Draft of application for Affordable Care Act. (AP Photo)
(CNSNews.com)— Several small business owners told Congress they don’t know how they will stay afloat when the Patient Protection and Affordable Care Act’s Health Insurance Tax (HIT) raises insurance premiums by as much as $500 per employee in 2014.
The business owners, who have covered 100 percent of their employees’ insurance premiums in the past, said that with the HIT, they will struggle to offer any health care coverage at all.
“I’m really sorry, but this is future of health care. The best I can tell you is— don’t get sick,” said Joe Moreshead, owner of Precision Screw Machine Products in Maine, who joined members of Congress at a Wednesday press conference. Moreshead spoke about the devastation the HIT will have on his business as he will have to take an additional $500 from each of his employees to pay for their health insurance.

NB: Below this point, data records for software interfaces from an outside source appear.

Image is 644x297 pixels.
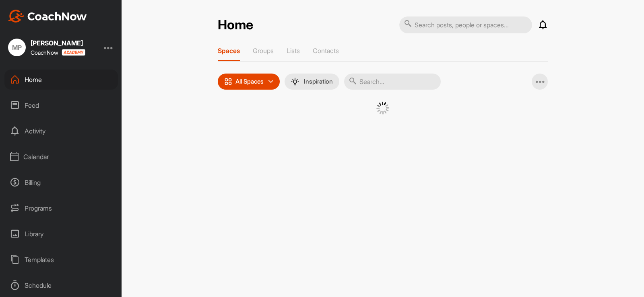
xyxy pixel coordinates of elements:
[4,275,118,295] div: Schedule
[8,10,87,22] img: CoachNow
[224,78,232,86] img: icon
[4,147,118,167] div: Calendar
[8,39,26,56] div: MP
[304,78,333,85] p: Inspiration
[31,49,85,56] div: CoachNow
[4,95,118,116] div: Feed
[4,250,118,270] div: Templates
[376,102,389,115] img: G6gVgL6ErOh57ABN0eRmCEwV0I4iEi4d8EwaPGI0tHgoAbU4EAHFLEQAh+QQFCgALACwIAA4AGAASAAAEbHDJSesaOCdk+8xg...
[235,78,263,85] p: All Spaces
[4,121,118,141] div: Activity
[4,70,118,90] div: Home
[218,17,253,33] h2: Home
[253,47,274,55] p: Groups
[344,74,441,90] input: Search...
[62,49,85,56] img: CoachNow acadmey
[218,47,240,55] p: Spaces
[399,16,532,33] input: Search posts, people or spaces...
[4,173,118,193] div: Billing
[4,224,118,244] div: Library
[291,78,299,86] img: menuIcon
[4,198,118,218] div: Programs
[313,47,339,55] p: Contacts
[287,47,300,55] p: Lists
[31,40,85,46] div: [PERSON_NAME]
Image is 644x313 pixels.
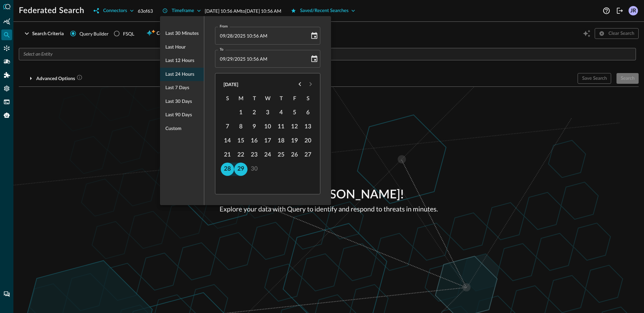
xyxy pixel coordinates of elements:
button: 24 [261,148,275,162]
div: Custom [160,122,204,136]
button: Choose date, selected date is Sep 29, 2025 [309,54,320,64]
label: From [219,24,227,29]
span: Hours [247,56,252,62]
button: 19 [288,134,302,148]
span: Custom [165,125,181,133]
button: 20 [302,134,315,148]
button: 29 [235,163,248,176]
button: 4 [275,106,288,120]
span: Tuesday [248,92,260,106]
button: 8 [235,120,248,134]
span: Last 12 hours [165,57,194,65]
span: Meridiem [260,33,267,39]
button: 27 [302,148,315,162]
div: Last 30 minutes [160,27,204,41]
span: : [252,56,253,62]
button: 11 [275,120,288,134]
label: To [219,47,223,52]
button: 13 [302,120,315,134]
span: : [252,33,253,39]
button: 17 [261,134,275,148]
span: Last hour [165,43,185,51]
span: / [233,56,235,62]
button: 6 [302,106,315,120]
span: Minutes [253,56,259,62]
div: [DATE] [223,81,238,88]
span: Year [235,56,245,62]
span: Monday [235,92,247,106]
span: Last 30 days [165,98,192,106]
button: 21 [221,148,235,162]
button: Choose date, selected date is Sep 28, 2025 [309,31,320,41]
span: Month [219,56,225,62]
button: 2 [248,106,261,120]
button: 9 [248,120,261,134]
span: Year [235,33,245,39]
button: 3 [261,106,275,120]
button: 14 [221,134,235,148]
span: Thursday [275,92,287,106]
div: Last hour [160,41,204,54]
button: 7 [221,120,235,134]
span: / [225,56,227,62]
span: Day [227,33,233,39]
button: 16 [248,134,261,148]
span: Meridiem [260,56,267,62]
button: 10 [261,120,275,134]
span: Last 7 days [165,84,189,92]
span: Last 30 minutes [165,29,199,38]
button: 25 [275,148,288,162]
div: Last 30 days [160,95,204,108]
button: 1 [235,106,248,120]
button: 18 [275,134,288,148]
span: Friday [288,92,300,106]
span: Month [219,33,225,39]
div: Last 90 days [160,108,204,122]
button: 22 [235,148,248,162]
span: Hours [247,33,252,39]
span: Wednesday [261,92,274,106]
button: 12 [288,120,302,134]
span: Day [227,56,233,62]
span: / [233,33,235,39]
button: 23 [248,148,261,162]
span: Sunday [221,92,233,106]
button: 28 [221,163,235,176]
div: Last 7 days [160,81,204,95]
button: 15 [235,134,248,148]
button: Previous month [294,79,305,90]
button: 5 [288,106,302,120]
span: / [225,33,227,39]
span: Last 90 days [165,111,192,120]
span: Saturday [302,92,314,106]
div: Last 12 hours [160,54,204,68]
span: Minutes [253,33,259,39]
button: 26 [288,148,302,162]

“Legislation takes on a theoretical context back here in Washington,” Rep. Jim Matheson (D-Utah) said at the press conference. “But out in the real world, it matters to people. And that’s why it’s so important that we have real-world business people here to talk about what it means to them. That’s the way in which we ought to evaluate this legislation.”
“None of us really understand how we are going to continue to stay in business,” said Gina Martin, owner of Little Rock Tours and Travel in Arkansas. Martin, who runs a motor coach transportation company with 37 employees, said it is already difficult to find good, qualified drivers.

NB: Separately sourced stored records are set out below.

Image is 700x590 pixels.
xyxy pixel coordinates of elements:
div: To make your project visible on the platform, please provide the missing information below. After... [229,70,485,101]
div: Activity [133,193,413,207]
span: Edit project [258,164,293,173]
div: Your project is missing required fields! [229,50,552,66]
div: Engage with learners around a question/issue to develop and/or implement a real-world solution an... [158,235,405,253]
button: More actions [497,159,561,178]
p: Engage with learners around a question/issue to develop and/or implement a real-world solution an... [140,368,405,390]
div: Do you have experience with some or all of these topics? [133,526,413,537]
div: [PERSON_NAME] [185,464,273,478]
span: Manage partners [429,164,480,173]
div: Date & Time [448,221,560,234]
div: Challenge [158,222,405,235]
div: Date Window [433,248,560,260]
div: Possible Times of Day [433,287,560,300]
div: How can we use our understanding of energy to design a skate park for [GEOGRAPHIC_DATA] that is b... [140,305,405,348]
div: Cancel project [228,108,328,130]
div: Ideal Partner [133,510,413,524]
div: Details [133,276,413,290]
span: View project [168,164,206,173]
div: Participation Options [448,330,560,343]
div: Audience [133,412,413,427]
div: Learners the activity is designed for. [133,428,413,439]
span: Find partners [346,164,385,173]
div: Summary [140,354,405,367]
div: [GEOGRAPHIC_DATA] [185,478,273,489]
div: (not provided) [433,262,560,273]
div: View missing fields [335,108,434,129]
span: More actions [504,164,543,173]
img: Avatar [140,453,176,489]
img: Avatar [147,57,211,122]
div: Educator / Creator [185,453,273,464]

“We thought that by offering great health benefits our drivers would stick around,” Martin said. “If we take away the health insurance of our drivers, it would be catastrophic to our company. We would lose all of our drivers, and without drivers we wouldn’t have a business.”
Mike Mitternight, owner of Factory Service Agency in Louisiana, expressed his frustration with the HIT because it is becoming more difficult for him to stay in business every year. Mitternight said he was informed two weeks ago that he should anticipate a premium increase of between 35 and 40 percent when he renews his insurance coverage in 2014.
“We never get specific reasons as to why this is coming into place, but we know why— we know the bill that’s been passed and what it’s going to do to us. Another $500 per person, if I stay at the same level of 10 employees, that’s $5,000 a year off of my bottom line,” Mitternight said.
“It cuts down the number of employees I can hire. It eliminates the equipment that I can buy to expand my business. It impacts the kind of jobs that we bid, because the cash flow is just not there to be able to handle these kinds of things.”
“The new sales tax on health insurance starts at $8 billion in 2014, increases to $14.3 billion in 2018, and increases every year thereafter. The Joint Committee on Taxation estimates that the health insurance tax will exceed $100 billion over the next 10 years,” according to America’s Health Insurance Plans (AHIP), the national trade association representing the health insurance industry, in a June 17 press release.
In March, Sen. John Barrasso (R-Wyo.) and Sen. Orrin Hatch (R-Utah) introduced the Jobs and Premium Protection Act (S.603) which would repeal the HIT altogether. The bill now has 23 additional cosponsors. Rep. Charles Boustany (R-La.) and Jim Matheson (D-Utah) introduced a similar bill in the House, which now has 224 cosponsors.
“When is this going to cease from killing us? To be honest with you, the Obamacare has been an abomination, and it’s getting worse all the time. The Democrats know it. That the thing. And why they’re trying to still sell it, I’ll never understand,” Hatch said at the press conference.
“But I actually believe in time they’re just going to plain throw their hands in the air and say we gotta go to a single-payer system, which is, after all, what they were after to begin with. The one-size-fits-all, federal government-run health care system in our society.
“We do that, I gotta tell ya, everybody is going to be paying through the nose the rest of their lives. And we’re moving right straight towards what most people would call socialism.”
Source material can be found at this site.